With a 40-person team, clients are increasingly looking for cloud-connected, mobile solutions

Eric Peterson //March 2, 2018//

Linear Manufacturing Deems it Critical to Keep on Top of Electronics Industry

With a 40-person team, clients are increasingly looking for cloud-connected, mobile solutions

Eric Peterson //March 2, 2018//

LINEAR MANUFACTURING  |  Product: Electronics + IT  |  Made in: Colorado Springs 

J. Palace founded Linear Manufacturing as a one-man shop in 1997 after working for other chip manufacturers during Colorado Springs' Silicon Mountain days. 

"I started with me by myself," he says. "I'd sell by day and build chips by night."

He grew the company during the chip-making boom, but the industry's subsequent bust in the area left Linear in survival mode. "We would build anything anybody would give us," Palace says.

Later, Linear established itself making printed circuit boards, surface-mount technology and engineering services for two key markets. "We got into oil and gas, and got into medical," Palace says. "We started to grow."
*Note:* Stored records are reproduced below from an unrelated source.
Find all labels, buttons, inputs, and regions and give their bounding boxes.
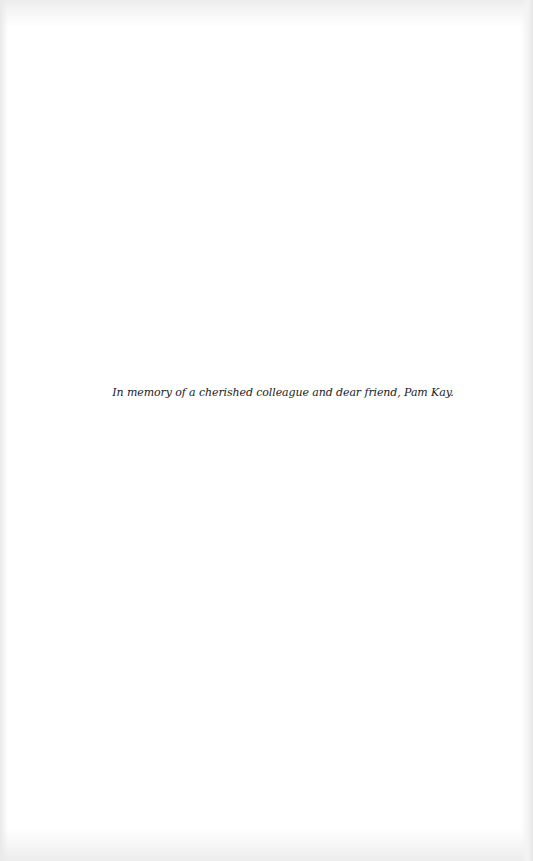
- scan-edge-bottom: [0, 829, 533, 861]
- scan-edge-top: [0, 0, 533, 28]
- scan-edge-right: [521, 0, 533, 861]
- scan-edge-left: [0, 0, 8, 861]
- document-page: In memory of a cherished colleague and d…: [0, 0, 533, 861]
- dedication-text: In memory of a cherished colleague and d…: [0, 386, 533, 399]
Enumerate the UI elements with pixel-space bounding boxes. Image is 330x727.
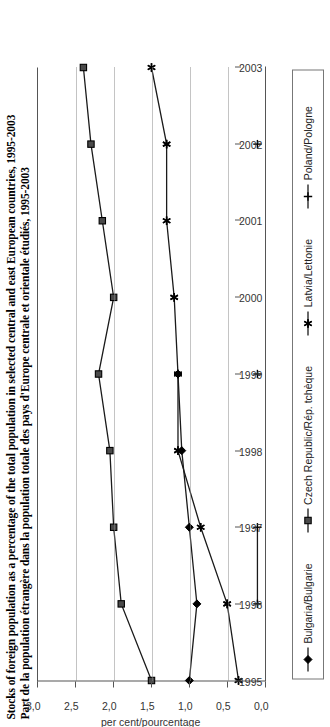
chart-title: Stocks of foreign population as a percen…	[4, 0, 32, 721]
x-axis-tick-label: 2003	[239, 61, 262, 73]
gridline	[190, 67, 191, 680]
x-axis-tick-label: 1995	[239, 675, 262, 687]
chart-legend: Bulgaria/BulgarieCzech Republic/Rép. tch…	[292, 69, 324, 679]
diamond-marker	[302, 646, 314, 672]
legend-item-label: Czech Republic/Rép. tchèque	[302, 365, 314, 504]
legend-item-label: Poland/Pologne	[302, 106, 314, 180]
legend-item-label: Bulgaria/Bulgarie	[302, 563, 314, 643]
chart-title-english: Stocks of foreign population as a percen…	[4, 0, 18, 719]
y-axis-tick	[113, 681, 114, 687]
y-axis-tick	[227, 681, 228, 687]
y-axis-title: per cent/pourcentage	[101, 715, 200, 727]
plus-marker	[302, 183, 314, 209]
y-axis-tick-label: 0,0	[254, 699, 269, 711]
plot-area	[37, 67, 265, 681]
series-square	[80, 64, 154, 683]
y-axis-tick-label: 0,5	[216, 699, 231, 711]
legend-item-label: Latvia/Lettonie	[302, 238, 314, 306]
x-axis-tick-label: 1997	[239, 522, 262, 534]
y-axis-tick-label: 3,0	[26, 699, 41, 711]
y-axis-tick	[37, 681, 38, 687]
x-axis-tick-label: 2002	[239, 138, 262, 150]
x-axis-tick-label: 1999	[239, 368, 262, 380]
legend-item-2[interactable]: Latvia/Lettonie	[302, 213, 314, 336]
gridline	[152, 67, 153, 680]
y-axis-tick	[189, 681, 190, 687]
asterisk-marker	[302, 310, 314, 336]
plot-area-wrapper: per cent/pourcentage 0,00,51,01,52,02,53…	[33, 0, 283, 721]
x-axis-tick-label: 2001	[239, 215, 262, 227]
y-axis-tick	[75, 681, 76, 687]
y-axis-tick	[151, 681, 152, 687]
gridline	[114, 67, 115, 680]
y-axis-tick-label: 1,5	[140, 699, 155, 711]
x-axis-tick-label: 1996	[239, 598, 262, 610]
square-marker	[302, 507, 314, 533]
y-axis-tick-label: 2,0	[102, 699, 117, 711]
x-axis-tick-label: 1998	[239, 445, 262, 457]
gridline	[228, 67, 229, 680]
x-axis-tick-label: 2000	[239, 291, 262, 303]
gridline	[76, 67, 77, 680]
y-axis-tick-label: 2,5	[64, 699, 79, 711]
legend-item-3[interactable]: Poland/Pologne	[302, 80, 314, 209]
value-axis-baseline	[265, 66, 266, 681]
y-axis-tick-label: 1,0	[178, 699, 193, 711]
legend-item-1[interactable]: Czech Republic/Rép. tchèque	[302, 340, 314, 534]
legend-item-0[interactable]: Bulgaria/Bulgarie	[302, 537, 314, 672]
chart-title-french: Part de la population étrangère dans la …	[18, 0, 32, 719]
y-axis-tick	[265, 681, 266, 687]
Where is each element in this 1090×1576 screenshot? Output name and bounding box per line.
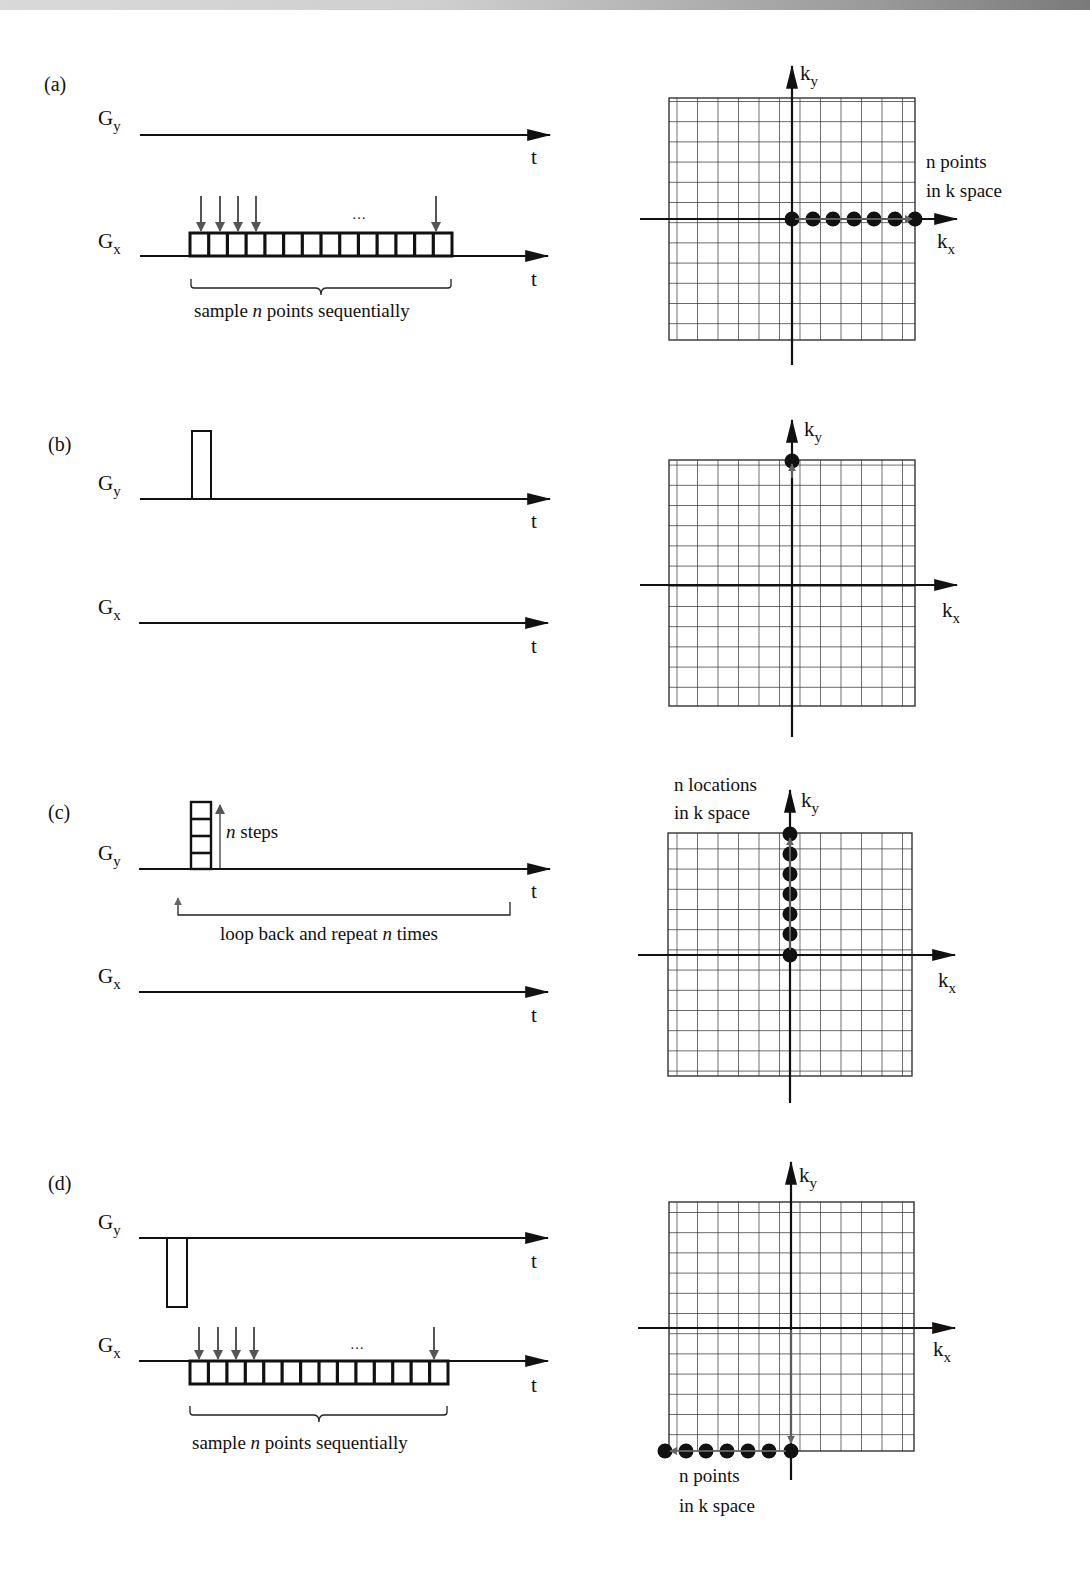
kspace-grid-b: ky kx [640,417,961,737]
svg-text:Gy: Gy [98,841,121,869]
gy-axis-b: Gy t [98,431,550,533]
ellipsis: … [350,1337,364,1352]
svg-text:n locations: n locations [674,774,757,795]
svg-text:n points: n points [679,1465,740,1486]
ellipsis: … [352,207,366,222]
gx-axis-b: Gx t [98,595,548,658]
svg-text:ky: ky [800,61,819,89]
sample-arrows-a [201,196,436,231]
svg-text:Gy: Gy [98,106,121,134]
kspace-grid-c: ky kx n locations in k space [638,774,957,1103]
gy-axis-d: Gy t [98,1210,548,1307]
svg-text:ky: ky [801,788,820,816]
gy-axis-a: Gy t [98,106,550,169]
svg-text:loop back and repeat n times: loop back and repeat n times [220,923,438,944]
svg-text:in k space: in k space [926,180,1002,201]
svg-text:kx: kx [942,598,961,626]
svg-text:n points: n points [926,151,987,172]
svg-text:t: t [531,267,537,291]
svg-text:Gx: Gx [98,964,121,992]
svg-text:t: t [531,634,537,658]
panel-a: (a) Gy t Gx t [44,61,1002,365]
svg-text:t: t [531,1003,537,1027]
svg-text:Gx: Gx [98,229,121,257]
brace-caption-d: sample n points sequentially [192,1432,408,1453]
gx-axis-a: Gx t [98,196,548,321]
gy-phase-steps [191,802,211,869]
gx-readout-block-a [190,233,452,256]
brace-icon [191,279,451,295]
gx-readout-block-d [190,1361,448,1384]
svg-text:t: t [531,879,537,903]
svg-text:in k space: in k space [674,802,750,823]
gy-phase-pulse-negative [167,1238,187,1307]
svg-text:t: t [531,1249,537,1273]
panel-label-d: (d) [48,1172,71,1195]
svg-text:in k space: in k space [679,1495,755,1516]
svg-text:n steps: n steps [226,821,278,842]
svg-text:ky: ky [799,1163,818,1191]
kspace-grid-d: ky kx n points in k space [638,1162,955,1516]
svg-text:kx: kx [938,968,957,996]
loop-back-arrow-icon [178,898,510,915]
panel-b: (b) Gy t Gx t ky kx [48,417,961,737]
gx-axis-d: Gx t [98,1327,548,1453]
svg-text:Gy: Gy [98,471,121,499]
panel-c: (c) Gy n steps t loop back and repeat n … [48,774,957,1103]
gx-axis-c: Gx t [98,964,548,1027]
panel-label-c: (c) [48,801,70,824]
panel-label-a: (a) [44,73,66,96]
sample-arrows-d [199,1327,434,1359]
gy-phase-pulse-positive [192,431,211,499]
svg-text:t: t [531,145,537,169]
gy-axis-c: Gy n steps t loop back and repeat n time… [98,802,550,944]
svg-text:Gx: Gx [98,1333,121,1361]
kspace-grid-a: ky kx n points in k space [640,61,1002,365]
panel-label-b: (b) [48,433,71,456]
svg-text:kx: kx [937,229,956,257]
brace-icon [190,1406,447,1422]
svg-text:Gy: Gy [98,1210,121,1238]
svg-text:t: t [531,1373,537,1397]
brace-caption-a: sample n points sequentially [194,300,410,321]
kspace-figure: (a) Gy t Gx t [0,0,1090,1576]
svg-text:t: t [531,509,537,533]
panel-d: (d) Gy t Gx t [48,1162,955,1516]
svg-text:kx: kx [933,1337,952,1365]
svg-text:Gx: Gx [98,595,121,623]
svg-text:ky: ky [804,417,823,445]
Now about 40 employees strong, Linear has many clients that require domestic production due to sensitive IP or other issues, and the company takes on prototyping and low-volume work. The company has a partner in China and can shepherd high-volume manufacturing projects to it.

Clients are increasingly looking for cloud-connected, mobile-centric solutions.

"The Internet of Things is now spilling over into the industrial market," says Palace, highlighting a remote monitoring system Linear developed for an oil and gas company. In the event of emergency, "It'll sen [an alert] directly to somebody's phone."

Looking ahead, Palace sees opportunities in the defense and aerospace markets, as well as autonomous vehicles. After decades in the business, he says that it's always critical to keep on top of innovation in the ever-evolving electronics industry. 

"Right now, the manufacturing in the printed circuit board world is more chemical-based than manufacturing-based," he says. "It's getting more complex, where we're essentially printing substrate-based circuit boards on circuit boards."